Emboldened, Tate stayed at Arkla, and two years later was a vice president, staying until the company was sold to Houston Industries (now CenterPoint) in 1998. He joined Alltel at Ford’s invitation and stayed until bought by Verizon in 2011.
“Little Rock has been very good to me,” Tate says.
The 100
After Verizon, Tate formed his two consulting operations.
The Domino Effect helps clients identify problems and improve performance in all aspects of their business. HT & Associates aims to advise professional athletes or those with pro aspirations, on long-term business plans.
Tate was alarmed when his HT partners Corbin Cobb and Scott Hamilton pointed out that close to 75 percent of pro athletes are broke within two to three years after retirement.
Tate’s firm has picked the brains of sports legends like Kareem Abdul Jabbar, as well as huddling with NBA star Derek Fisher’s mother, who is involved with the Mothers of Professional Basketball Players (MPBP).
“We don’t want to manage their money, we want to teach them to manage their money,” Tate says.
There is a different level of teaching going on in Tate’s mentoring efforts with 100 Black Men. While working with kids at Washington Elementary, he noted the student population was about 50-50 boys and girls, but by eighth grade or so, close to 50 percent of the boys had fallen out.
“Kids don’t really care how much you know, but they always know how much you care,” Tate says. “Once they know you care, then they start to listen, then grades and behavior improve.”
Tate and his fellow mentors have helped implement reading programs, brought fruit and vegetables to school to emphasize nutrition, and even bought a school a washer and dryer after learning many students were wearing the same clothes day-to-day.
100 Black Men of America was founded in New York City in 1963, when concerned business and industry leaders joined forces to improve the quality of life for African-Americans and other minorities, with an emphasis on youth development.
David Dinkins, later to become the city’s mayor, was one of the principles involved in forming the organization, which carries the motto: “What they see is what they’ll be.”
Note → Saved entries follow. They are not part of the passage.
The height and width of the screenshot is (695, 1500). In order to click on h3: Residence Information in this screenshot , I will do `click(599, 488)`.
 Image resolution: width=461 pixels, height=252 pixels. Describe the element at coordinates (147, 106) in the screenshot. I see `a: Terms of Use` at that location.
“He literally called 100 of his friends and associates and they answered the call,” Tate says.
Today, more than 10,000 men across the country are bringing whatever professional expertise they possess to mentoring at K-12 schools and other institutions.
“Its main pillars focus on four things,” Tate says of the organization. “Mentoring is at the top of the list. Education, health and wellness and economic development.”
Tate tells of working with a boy who showed great aptitude which wasn’t being reflected in his grades and test scores.
“We were in our coats and ties and this little boy comes up and says ‘Who died?’” Tate says. “What he was saying to us is the only time he ever saw a black man in a coat and tie, they were going to a funeral.”
Tate learned the boy was in charge of getting his sisters up in the morning, that he was one of those wearing the same clothes each day, that he ate breakfast at school. But with mentoring the boy’s performance improved.
“It was so foreign,” Tate says, recalling the nurturing he received in his own childhood.
The mentors continue to track the progress of the kids after they move on to junior and senior high, and the Little Rock chapter of 100 Black Men has gone on to form a mentoring academy, which has an enrollment of more than 20 boys ages 13-17. The program is designed to improve the self-esteem and self-efficacy of mentees by granting them access to chapter members and their life experiences. One of the chapter’s mottos is “real men giving real time,” and the chapter strives to do just that.
Tate recalls last year’s 100 Academy holiday gala, which was attended by Gov. Asa Hutchinson, and Congressman French Hill, among others. The chapter bought those in need coats and ties, and the 22 boys were recognized at the event.
“Those young men, they are motivated,” Tate says. “And that’s what the mentoring does.”